_ART        _ARTIST        _TEXTS        _NEWS        _CONTACT        _instagram / vimeo_



_ENGLISH      _PORTUGUÊS      _CASTELLANO      _ITALIANO

Marcelo Moscheta - Galeria Leme
Camila Belchior 




When one stops to think about landscape renderings in art nowadays, it is rare that the first thing that comes to mind is a contemporary art piece. Normally the likes of Romantics like Caspar David Friedrich or emblematic painters like Turner or Cézanne get there first, but Marcelo Moscheta’s (32) solo show, Gravity, at Galeria Leme in São Paulo, came to add a breath of contemporary to the landscape motif. From March 2nd to April 4th 2009, a gigantic dwarfing moon drawing hung with the modernist lines of the striking exhibition space at Galeria Leme designed by master architect Paulo Mendes da Rocha.

The setting heightened the soft majesty and emblematic ton of the meticulous graphite drawing on PVC (240 cm x 240 cm) of one of the most organic symbols for expeditions, which still remains pertinent today - the moon. Opposite it, Maré, a series of 3 projections at ground level showed different still images of waves on a beach, inextricably grounding the moon through its conceptual reference to the effect on tides. The constant hypnotic hum of the slide projectors brought back memories of a quieter and simpler time, when mechanics and technology weren’t necessarily about speeding up the pace of things, but about enabling the re-discovery and visit of something divine removed from its original context but triumphantly represented through iconic references of itself.
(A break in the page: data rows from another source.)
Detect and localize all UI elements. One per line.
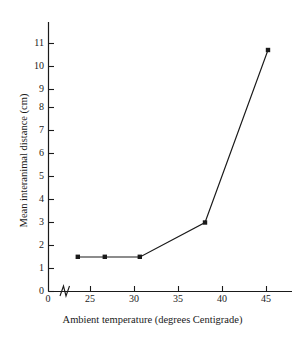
- x-tick-label-45: 45: [255, 294, 277, 304]
- axis-break-icon: [60, 286, 70, 296]
- x-axis-title: Ambient temperature (degrees Centigrade): [0, 314, 305, 325]
- data-point: [203, 220, 207, 224]
- y-axis-ticks: [49, 44, 55, 292]
- x-axis-ticks: [91, 286, 267, 292]
- y-axis-title: Mean interanimal distance (cm): [18, 46, 29, 276]
- x-tick-label-30: 30: [123, 294, 145, 304]
- x-tick-label-0: 0: [37, 294, 59, 304]
- x-tick-label-35: 35: [167, 294, 189, 304]
- x-tick-label-40: 40: [211, 294, 233, 304]
- data-point: [266, 48, 270, 52]
- data-point: [138, 255, 142, 259]
- data-point: [103, 255, 107, 259]
- data-line-series-1: [78, 50, 268, 257]
- chart-plot-area: [0, 0, 305, 338]
- chart-figure: 11 10 9 8 7 6 5 4 3 2 1 0 0 25 30 35 40 …: [0, 0, 305, 338]
- x-tick-label-25: 25: [79, 294, 101, 304]
- data-point-markers: [76, 48, 271, 259]
- data-point: [76, 255, 80, 259]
Part of the empathy came from the movement the still images gained by being slightly different and the timing of the projections, thus, even being stills, they danced at ones feet like waves rippling onto the shore. And the hum, before you knew it, had evoked the memory of the sound of the sea in the same way seashell does - magic, especially since the enablers of this mind’s eye expedition, the cables and mechanical implements were clearly visible, for show just as much as the poetic, simple images that re-contextualized the sea and by default also the moon.

To the side on an adjacent wall, a line up of 14 rocks and drawings, “Pedras”, brought nature into the archeological realm. Set on iron plinths, the rocks hovered almost weightless, beneath drawings of each one of them. But, these were real rocks handpicked by Moscheta from the countryside region of Joaquim Egydio near Campinas, where he lives and works, and for which he annotated and presented the precise coordinates of where they were found. “ I like to think about how we fit into the context of the world and its landscape, and the organization of nature,” says Moscheta.

The organization reproduced in a museum setting is not far from what happens in the world, which is naturally classified, distinguishable and traceable. But what happens when you reproduce it? Moscheta’s exhibition raises questions surrounding the very nature of representation as much as it does about presentation, experience and context. Opposite the rocks, a series of 20 small light boxes hung on the wall, cables on display, showing what resembled the snowy peaks of generic mystical mountains. The impact of something so small and man-made representing the unruly element of nature was striking. SIze matters in this show. Lua, a large drawing, the moon too is a miniature of nature, as is the series of light boxes, “The Summit Series”, and the projections of “Maré”.

Across the road in Leme’s project room, the dark space housed a series of 62 light box photographs of rocks organized in a circular mechanical-looking structure hanging in mid air, at eye level. Here, rocks float and confront gravity, their weightlessness is disorienting to the point of evoking vertigo. If gravity is what keeps the organization of the natural world as we understand it today, the lack of it induces a whole new sense of organization, which in turn sheds light on the fact the each of us in our microcosms lives through and is governed by a unique, independent and perhaps unavoidable sense of organization. It may be that landscape painting was a channel of expedition and revealed wondrous, harmoniously rendered distant lands, but through Moscheta, landscape renderings work the reverse expedition, one that unveils our berth, that which is close and supposedly reachable, yet still out of our grasp. In “Gravity”, Moscheta re-organizes the world, re-sizes, re-presents and re-contextualizes. This is the world according to Marcelo Moscheta.